There are two principal reasons for enjoying (if that is the right word) the writings of Theodore Dalrymple, a retired prison doctor and psychiatrist: he is a very good writer, with a superb “ear” for prisoners’ dialogue; and he has absolutely no truck with bureaucracy, psychobabble or a society largely given over to “therapy.” These comments arise because I have been reading his most recent book: The Knife Went in: Real-Life Murderers and Our Culture (Gibson Square Books, £16.99).
The title itself tells us much about his view of moral responsibility for one’s actions. Murderers, like the rest of us, habitually dissociate themselves from their actions, as if the “knife” that killed their victims acted on its own magical impulse. Although the author does not suggest he has any religious belief his attitude is completely in accord with Catholic teaching: we have to own up to our moral failings; it is only by doing this that we can be healed.
“Psychobabble”, as defined by Dalrymple, is “the use of confessional language in which nothing is confessed, a way of talking about oneself without revealing anything.” This tells us everything about the moral self-indulgence of society, which traps people (especially those who have committed flagrant crimes) in their own failures and sins from which they cannot be released because they are “victims” of their circumstances.
Dalrymple provides an amusing anecdote to illustrate this: a serial burglar once asked him if his crimes had anything to do with his childhood: “Absolutely nothing whatever”, he replied. The answer took the burglar aback. “Why did I do it, then?” he asked. “Because you’re lazy and stupid and want things that you won’t work for.” To his credit, the burglar laughed, realising he had been rumbled and implicitly acknowledging the truth of what Dalrymple had said.
Not all prisoners were capable of accepting the truth about their behaviour.

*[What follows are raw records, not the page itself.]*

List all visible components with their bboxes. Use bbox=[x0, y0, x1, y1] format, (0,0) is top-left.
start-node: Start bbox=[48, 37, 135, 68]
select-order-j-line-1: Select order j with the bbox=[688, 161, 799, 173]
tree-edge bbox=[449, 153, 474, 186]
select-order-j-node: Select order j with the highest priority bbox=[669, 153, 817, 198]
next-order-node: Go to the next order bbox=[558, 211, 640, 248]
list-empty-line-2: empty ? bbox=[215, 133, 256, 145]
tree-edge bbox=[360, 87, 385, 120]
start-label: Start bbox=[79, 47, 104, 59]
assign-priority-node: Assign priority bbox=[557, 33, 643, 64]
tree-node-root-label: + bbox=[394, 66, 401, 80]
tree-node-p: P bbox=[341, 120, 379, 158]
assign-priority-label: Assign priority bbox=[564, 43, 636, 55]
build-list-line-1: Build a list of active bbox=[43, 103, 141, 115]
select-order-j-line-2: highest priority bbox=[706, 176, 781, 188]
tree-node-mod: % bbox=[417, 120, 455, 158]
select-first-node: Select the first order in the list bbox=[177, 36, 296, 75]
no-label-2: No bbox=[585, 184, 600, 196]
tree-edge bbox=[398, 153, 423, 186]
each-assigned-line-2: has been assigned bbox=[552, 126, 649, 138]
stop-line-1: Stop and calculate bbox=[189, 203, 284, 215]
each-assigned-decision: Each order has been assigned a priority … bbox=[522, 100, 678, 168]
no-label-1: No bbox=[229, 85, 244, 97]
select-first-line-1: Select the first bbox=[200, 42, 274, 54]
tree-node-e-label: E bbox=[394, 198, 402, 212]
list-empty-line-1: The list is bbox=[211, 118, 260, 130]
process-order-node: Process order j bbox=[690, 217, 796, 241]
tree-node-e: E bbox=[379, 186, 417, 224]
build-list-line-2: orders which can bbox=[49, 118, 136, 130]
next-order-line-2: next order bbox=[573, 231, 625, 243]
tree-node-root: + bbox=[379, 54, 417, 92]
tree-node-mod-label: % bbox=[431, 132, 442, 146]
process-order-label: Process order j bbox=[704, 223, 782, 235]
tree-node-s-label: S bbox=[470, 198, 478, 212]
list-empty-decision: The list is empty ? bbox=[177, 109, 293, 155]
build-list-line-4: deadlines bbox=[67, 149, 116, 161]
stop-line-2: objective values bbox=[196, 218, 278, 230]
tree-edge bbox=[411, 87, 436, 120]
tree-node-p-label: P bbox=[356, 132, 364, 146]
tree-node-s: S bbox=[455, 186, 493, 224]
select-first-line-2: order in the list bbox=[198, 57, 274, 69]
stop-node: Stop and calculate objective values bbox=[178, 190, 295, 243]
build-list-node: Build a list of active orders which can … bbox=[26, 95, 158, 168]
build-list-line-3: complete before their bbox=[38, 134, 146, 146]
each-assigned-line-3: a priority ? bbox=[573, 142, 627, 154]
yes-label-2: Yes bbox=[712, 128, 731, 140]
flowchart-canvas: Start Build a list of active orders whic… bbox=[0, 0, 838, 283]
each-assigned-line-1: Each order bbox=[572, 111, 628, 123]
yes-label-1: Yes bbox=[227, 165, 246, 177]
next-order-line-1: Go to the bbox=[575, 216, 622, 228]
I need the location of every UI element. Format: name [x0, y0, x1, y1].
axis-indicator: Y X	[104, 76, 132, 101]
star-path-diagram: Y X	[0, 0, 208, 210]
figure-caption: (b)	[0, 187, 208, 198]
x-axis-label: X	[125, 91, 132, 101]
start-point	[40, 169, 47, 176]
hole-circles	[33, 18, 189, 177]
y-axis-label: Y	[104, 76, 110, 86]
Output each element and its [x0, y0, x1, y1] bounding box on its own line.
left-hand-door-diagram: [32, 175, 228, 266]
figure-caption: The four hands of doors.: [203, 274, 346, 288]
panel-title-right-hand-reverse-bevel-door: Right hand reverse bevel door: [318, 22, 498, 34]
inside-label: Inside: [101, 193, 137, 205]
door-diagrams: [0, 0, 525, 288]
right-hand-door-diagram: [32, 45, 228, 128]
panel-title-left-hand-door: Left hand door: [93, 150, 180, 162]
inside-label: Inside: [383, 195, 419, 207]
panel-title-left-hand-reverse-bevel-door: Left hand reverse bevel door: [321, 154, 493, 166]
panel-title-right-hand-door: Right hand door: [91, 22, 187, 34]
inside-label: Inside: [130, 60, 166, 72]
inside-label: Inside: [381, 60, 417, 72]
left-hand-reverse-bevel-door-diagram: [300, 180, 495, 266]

Some of them, the author observes, were so “well-defended, as psychotherapists put it, against the assaults of truth” that they would explode if spoken to in an honest and straightforward way.
Again, the author is surely right in his comment that our society’s hysterical fear of paedophilia is linked to “neglect, overindulgence and violence” in the way children are raised today.
It is only in reading a book like this, with its mordant humour and its remorseless honesty, that one comes to see how far we have fallen in our society from a robust understanding of human nature and of our personal responsibility. Alongside Dalrymple’s honesty, he can also show genuine as opposed to fake, understanding and sympathy for the prisoners: “It is disconcerting to find oneself liking a person who has strangled someone with his bare hands, but this happened to me often in my career as a psychiatrist and prison doctor”, he observes.